"As it turns out, we have a way to prevent gangs of humans from acting like savage packs of animals. In fact, we've developed entire disciplines based around this goal over thousands of years. We just ignore most of the lessons that have been learned when we create our communities online. But, by simply learning from disciplines like urban planning, zoning regulations, crowd control, effective and humane policing, and the simple practices it takes to stage an effective public event, we can come up with a set of principles to prevent the overwhelming majority of the worst behaviors on the Internet.
If you run a website, you need to follow these steps. if you don't, you're making the web, and the world, a worse place. And it's your fault. Put another way, take some goddamn responsibility for what you unleash on the world."
"This isn't a brilliant new insight. We have long known communities are powerful and that local media thrive when they bring together and serve their community. Somehow though when it comes to the challenge of online media, we forget this. We search for new business models that involve paywalls, more video, the iPad, and wealthy donors, while the most powerful emerging business driver in the new economy is community."
Found via a conference at the Reynolds Journalism Institute. College Newspapers could do this kind of thing.
A must-read for understanding the people who will be reading the media in the next century.
An up-to-date list of local citizen-media initiatives around the U.S. Quite a surprisingly long list.
A convenient (and probably out-of-date by the time you read this) list of all the "web 2.0" stuff that's out there - from MySpace to Backpackit to Skype. Hundreds to suft through.
A service that allows anyone to "annotate" the web - requires Firefox or IE right now. Read more <a href="http://reinventing.collegemedia.org/index.php?id=360">here</a>.
tutorials for "personal media" or "user-generated content. Ourmedia stores content created by the community as well.
The editor fo the News-Record discusses the efforts to include the community in their news organization.
37 signals, the company behind <a href="http://www.basecamphq.com">Basecamp</a> and other web 2.0 software, have a free version of this book, which deals with planning and creating web apps and sites.
Mark Briggs is writing a book about new media and journalism that is taking shape as a weblog. Might be a useful resource for some of your students.
Social media site that attempts to collect material based on geographic location. In early stages of development.
A List Apart article about hosting forums. Heard several questions at CMA St. Louis about keeping forums humming. This might be a place to start.
Web video gurus' presentation about creativity online. Free view.
Way too many conferences for one person to attend, but a good idea. Find out how many are related to the woes of the news industry.
A video community service that allows you to set up a page for community members to post their videos, and also gather videos from other services through search. Free.
PBS's Mark Glaser examines how videos end up in featured slots on the YouTube home page.
OJR roundup, with a few lessons for those of us who've been online for a while as well.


Problem to solve :: Review the material line by line. Identify and copy every line that contains the string "with".
>>
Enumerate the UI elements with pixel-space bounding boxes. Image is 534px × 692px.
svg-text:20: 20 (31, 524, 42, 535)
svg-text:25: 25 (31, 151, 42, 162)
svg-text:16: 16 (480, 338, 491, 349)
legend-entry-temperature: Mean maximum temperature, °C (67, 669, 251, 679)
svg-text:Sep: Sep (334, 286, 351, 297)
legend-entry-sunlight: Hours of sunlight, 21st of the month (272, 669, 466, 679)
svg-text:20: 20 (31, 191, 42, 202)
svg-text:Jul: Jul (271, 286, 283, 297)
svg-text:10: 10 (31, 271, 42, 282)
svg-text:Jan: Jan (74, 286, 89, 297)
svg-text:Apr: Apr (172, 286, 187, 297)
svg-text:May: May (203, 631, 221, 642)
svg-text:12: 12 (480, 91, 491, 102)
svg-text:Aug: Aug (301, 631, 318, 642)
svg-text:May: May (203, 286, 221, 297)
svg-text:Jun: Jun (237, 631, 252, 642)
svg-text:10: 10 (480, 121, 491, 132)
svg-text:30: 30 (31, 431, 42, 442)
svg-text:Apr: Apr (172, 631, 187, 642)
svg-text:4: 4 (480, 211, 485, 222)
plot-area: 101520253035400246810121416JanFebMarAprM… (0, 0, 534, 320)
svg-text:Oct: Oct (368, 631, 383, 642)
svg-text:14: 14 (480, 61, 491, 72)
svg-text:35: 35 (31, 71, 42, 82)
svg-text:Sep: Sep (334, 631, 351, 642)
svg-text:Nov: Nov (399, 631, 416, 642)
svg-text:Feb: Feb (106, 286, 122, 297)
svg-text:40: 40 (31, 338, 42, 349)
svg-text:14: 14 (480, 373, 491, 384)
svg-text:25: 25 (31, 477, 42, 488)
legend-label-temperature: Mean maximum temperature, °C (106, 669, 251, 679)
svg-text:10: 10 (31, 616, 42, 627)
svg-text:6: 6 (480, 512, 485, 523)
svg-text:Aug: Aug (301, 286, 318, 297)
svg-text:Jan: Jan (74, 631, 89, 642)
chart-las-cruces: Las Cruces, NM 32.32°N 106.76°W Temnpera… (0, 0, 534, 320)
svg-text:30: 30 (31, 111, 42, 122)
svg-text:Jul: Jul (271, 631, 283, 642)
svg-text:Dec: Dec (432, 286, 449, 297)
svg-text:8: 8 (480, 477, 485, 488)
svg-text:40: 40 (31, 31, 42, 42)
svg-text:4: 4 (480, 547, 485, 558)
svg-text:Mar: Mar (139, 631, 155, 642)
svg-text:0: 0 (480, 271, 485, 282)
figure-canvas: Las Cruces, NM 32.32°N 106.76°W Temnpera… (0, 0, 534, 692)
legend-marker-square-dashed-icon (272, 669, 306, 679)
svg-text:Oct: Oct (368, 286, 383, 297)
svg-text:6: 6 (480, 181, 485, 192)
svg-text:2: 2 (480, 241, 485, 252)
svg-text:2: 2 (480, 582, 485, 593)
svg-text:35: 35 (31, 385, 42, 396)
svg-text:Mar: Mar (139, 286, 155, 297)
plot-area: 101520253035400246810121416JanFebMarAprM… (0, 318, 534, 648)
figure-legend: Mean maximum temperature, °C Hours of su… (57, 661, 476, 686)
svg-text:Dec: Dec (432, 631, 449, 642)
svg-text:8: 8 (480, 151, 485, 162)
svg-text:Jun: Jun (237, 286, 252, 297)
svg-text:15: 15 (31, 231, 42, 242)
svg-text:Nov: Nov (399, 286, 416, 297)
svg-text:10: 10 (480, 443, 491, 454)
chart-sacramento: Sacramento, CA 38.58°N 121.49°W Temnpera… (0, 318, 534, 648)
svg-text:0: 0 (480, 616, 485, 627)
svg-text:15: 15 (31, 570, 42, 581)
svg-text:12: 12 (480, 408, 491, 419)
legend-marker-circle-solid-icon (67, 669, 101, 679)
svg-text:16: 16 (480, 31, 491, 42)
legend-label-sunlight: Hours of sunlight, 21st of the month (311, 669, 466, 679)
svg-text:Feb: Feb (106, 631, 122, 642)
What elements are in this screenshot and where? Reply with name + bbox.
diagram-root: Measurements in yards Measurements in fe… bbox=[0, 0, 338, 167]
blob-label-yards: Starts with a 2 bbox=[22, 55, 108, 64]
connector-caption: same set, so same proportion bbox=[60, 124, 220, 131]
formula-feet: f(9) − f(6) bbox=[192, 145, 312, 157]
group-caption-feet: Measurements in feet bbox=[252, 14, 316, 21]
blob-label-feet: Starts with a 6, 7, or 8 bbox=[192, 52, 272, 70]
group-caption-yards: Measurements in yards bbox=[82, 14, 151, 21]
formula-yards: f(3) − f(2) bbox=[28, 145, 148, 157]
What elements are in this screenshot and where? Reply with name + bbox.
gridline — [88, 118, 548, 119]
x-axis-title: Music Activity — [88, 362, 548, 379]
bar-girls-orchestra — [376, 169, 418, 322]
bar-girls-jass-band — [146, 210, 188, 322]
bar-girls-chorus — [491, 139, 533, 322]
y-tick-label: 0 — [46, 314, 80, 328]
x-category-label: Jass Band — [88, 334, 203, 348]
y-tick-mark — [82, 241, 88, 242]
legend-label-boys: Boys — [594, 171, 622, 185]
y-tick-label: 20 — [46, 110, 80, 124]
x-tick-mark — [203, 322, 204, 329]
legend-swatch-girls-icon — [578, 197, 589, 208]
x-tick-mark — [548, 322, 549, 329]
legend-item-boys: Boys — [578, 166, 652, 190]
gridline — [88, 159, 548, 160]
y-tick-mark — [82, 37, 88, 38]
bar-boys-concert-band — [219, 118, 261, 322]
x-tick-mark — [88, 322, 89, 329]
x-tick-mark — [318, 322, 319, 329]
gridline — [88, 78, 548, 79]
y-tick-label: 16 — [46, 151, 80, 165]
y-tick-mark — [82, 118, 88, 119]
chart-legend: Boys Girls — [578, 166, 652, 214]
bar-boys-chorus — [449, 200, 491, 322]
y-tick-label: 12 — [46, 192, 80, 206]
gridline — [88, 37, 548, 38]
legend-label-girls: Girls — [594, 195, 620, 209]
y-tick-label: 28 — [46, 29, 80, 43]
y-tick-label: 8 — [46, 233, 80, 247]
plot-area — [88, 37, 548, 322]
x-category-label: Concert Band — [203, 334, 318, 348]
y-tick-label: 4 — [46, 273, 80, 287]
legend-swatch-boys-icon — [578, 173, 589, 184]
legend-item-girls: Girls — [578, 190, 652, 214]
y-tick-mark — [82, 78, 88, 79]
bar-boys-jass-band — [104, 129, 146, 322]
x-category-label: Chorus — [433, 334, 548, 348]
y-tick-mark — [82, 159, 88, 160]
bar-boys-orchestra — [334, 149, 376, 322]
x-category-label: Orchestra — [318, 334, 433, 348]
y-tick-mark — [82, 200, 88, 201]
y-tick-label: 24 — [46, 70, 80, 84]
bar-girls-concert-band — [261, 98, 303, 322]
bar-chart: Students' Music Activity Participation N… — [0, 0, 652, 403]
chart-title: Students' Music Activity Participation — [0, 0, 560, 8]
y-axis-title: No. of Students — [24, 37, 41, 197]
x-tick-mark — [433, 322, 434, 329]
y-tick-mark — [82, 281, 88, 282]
<<
Your response ::
Enumerate the UI elements with pixel-space bounding boxes. Image is 534px × 692px.
What elements are in this screenshot and where? Reply with name + bbox.
blob-label-yards: Starts with a 2 bbox=[22, 55, 108, 64]
blob-label-feet: Starts with a 6, 7, or 8 bbox=[192, 52, 272, 70]
What elements are in this screenshot and where? Reply with name + bbox.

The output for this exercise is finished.